Sunday, May 17, 2015

THE PORTLAND TRANSCRIPT, Feburary 14, 1874



                                                             CITY ITEMS
          Two news agents, named Chase and Pinkham, have been arrested for stealing
     railroad tickets from the station at Lake Sebago; the plan was to reach into ladies
     windows while the agents back was turned.
          A young girl, named Emily Griffin at work in the Horse Railroad boarding house
     at Steven's Plains, has her leg broken the other day, while scuffling with one of the
     hostlers; she tripped him, but in going down he threw her and broke her leg.
          An ox team became frightened while passing along Portland Street on Tuesday,
     and in some way the sled ran over one of the oxen and broke its leg, so that it become
     necessary to kill the animal on the spot; the ox belong to Mr. Charles McKenney,
     of Saco River.
           Rev. George H. Hepworth lectures on the "The Great Fight" in the Y. M. C. A.
     course on Wednesday evening of this week.
          A Washington letter says that Messrs. Simmons of Maine, and Jones of Texas,
     are contestants for the commission of the bust of Chief Justice Tenney and Chase,
     which are to ornament the Supreme Court room.
          Last Saturday morning, Mr. William Williams, a temperate and hard-working
     man, employed at the Rolling Mills, working nights, was going home along the
     D. & M. track, and set down to rest; he had had no sleep for four nights and soon
     fell asleep; the 6:15 train came along, and he was not seen in season to entirely
     prevent an accident, but the train was slowed, and he escaped with some very severe
     but not dangerous bruises.
          We learn that Dr. Eliphalet Clark and wife, of the city will leave on Wednesday of
     this week on a trip to California for the benefit of Mrs.Clark's health; their many
     friends will wish them  a safe and pleasant journey.


          The Statue to Edward Little. It now seems probable that the first public statue erected
     in this state in honor of one of its citizens will be the one which the city of Auburn has
    voted to place in the park of the Edward Little High Institute, hereafter to be known as
     the Edward Little High School. It is creditable to the city of Auburn to be first to conferred
     upon one whose sole claim to it rests upon philanthropic grounds. It will be a statue not to
     a warrior or a statesman, but to an ardent and steady friend of the cause of education and
     of temperance. To the public spirited man, whose wise planning and unselfish enterprise,
     laid broad and deep the foundations of education, morality and religion in the twin cities
     of Auburn and Lewiston, where he spent the last and most active years of his useful life.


_Activity_
Output all entries verbatim, dropping pictures.

_Records shown_

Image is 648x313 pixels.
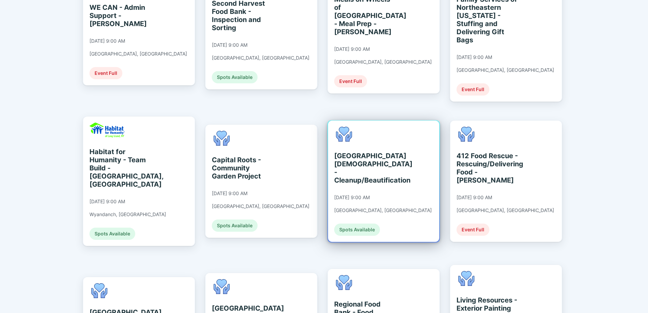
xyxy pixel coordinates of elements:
div: [DATE] 9:00 AM [90,38,125,44]
div: [DATE] 9:00 AM [212,42,248,48]
div: [GEOGRAPHIC_DATA], [GEOGRAPHIC_DATA] [90,51,187,57]
div: [GEOGRAPHIC_DATA], [GEOGRAPHIC_DATA] [457,208,554,214]
div: Event Full [90,67,122,79]
div: Event Full [457,224,490,236]
div: [GEOGRAPHIC_DATA], [GEOGRAPHIC_DATA] [334,208,432,214]
div: [DATE] 9:00 AM [457,195,492,201]
div: WE CAN - Admin Support - [PERSON_NAME] [90,3,152,28]
div: Spots Available [212,71,258,83]
div: 412 Food Rescue - Rescuing/Delivering Food - [PERSON_NAME] [457,152,519,184]
div: Capital Roots - Community Garden Project [212,156,274,180]
div: [GEOGRAPHIC_DATA], [GEOGRAPHIC_DATA] [334,59,432,65]
div: [DATE] 9:00 AM [334,195,370,201]
div: [GEOGRAPHIC_DATA], [GEOGRAPHIC_DATA] [212,203,310,210]
div: [GEOGRAPHIC_DATA], [GEOGRAPHIC_DATA] [457,67,554,73]
div: [GEOGRAPHIC_DATA], [GEOGRAPHIC_DATA] [212,55,310,61]
div: Habitat for Humanity - Team Build - [GEOGRAPHIC_DATA], [GEOGRAPHIC_DATA] [90,148,152,189]
div: Spots Available [334,224,380,236]
div: [DATE] 9:00 AM [212,191,248,197]
div: Wyandanch, [GEOGRAPHIC_DATA] [90,212,166,218]
div: Spots Available [90,228,135,240]
div: [GEOGRAPHIC_DATA][DEMOGRAPHIC_DATA] - Cleanup/Beautification [334,152,396,184]
div: Event Full [334,75,367,87]
div: Spots Available [212,220,258,232]
div: [DATE] 9:00 AM [334,46,370,52]
div: Event Full [457,83,490,96]
div: [DATE] 9:00 AM [90,199,125,205]
div: [DATE] 9:00 AM [457,54,492,60]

_Worked solution_
Image is 648x313 pixels.
xyxy pixel coordinates of elements:
div: [DATE] 9:00 AM [90,38,125,44]
div: [DATE] 9:00 AM [212,42,248,48]
div: [GEOGRAPHIC_DATA], [GEOGRAPHIC_DATA] [90,51,187,57]
div: [GEOGRAPHIC_DATA], [GEOGRAPHIC_DATA] [457,208,554,214]
div: Event Full [90,67,122,79]
div: Event Full [457,224,490,236]
div: [GEOGRAPHIC_DATA], [GEOGRAPHIC_DATA] [334,208,432,214]
div: [DATE] 9:00 AM [457,195,492,201]
div: WE CAN - Admin Support - [PERSON_NAME] [90,3,152,28]
div: Spots Available [212,71,258,83]
div: 412 Food Rescue - Rescuing/Delivering Food - [PERSON_NAME] [457,152,519,184]
div: Capital Roots - Community Garden Project [212,156,274,180]
div: [GEOGRAPHIC_DATA], [GEOGRAPHIC_DATA] [334,59,432,65]
div: [DATE] 9:00 AM [334,195,370,201]
div: [GEOGRAPHIC_DATA], [GEOGRAPHIC_DATA] [212,203,310,210]
div: [GEOGRAPHIC_DATA], [GEOGRAPHIC_DATA] [457,67,554,73]
div: [GEOGRAPHIC_DATA], [GEOGRAPHIC_DATA] [212,55,310,61]
div: Habitat for Humanity - Team Build - [GEOGRAPHIC_DATA], [GEOGRAPHIC_DATA] [90,148,152,189]
div: Spots Available [334,224,380,236]
div: [DATE] 9:00 AM [212,191,248,197]
div: Wyandanch, [GEOGRAPHIC_DATA] [90,212,166,218]
div: Spots Available [90,228,135,240]
div: [GEOGRAPHIC_DATA][DEMOGRAPHIC_DATA] - Cleanup/Beautification [334,152,396,184]
div: Event Full [334,75,367,87]
div: Spots Available [212,220,258,232]
div: [DATE] 9:00 AM [334,46,370,52]
div: Event Full [457,83,490,96]
div: [DATE] 9:00 AM [90,199,125,205]
div: [DATE] 9:00 AM [457,54,492,60]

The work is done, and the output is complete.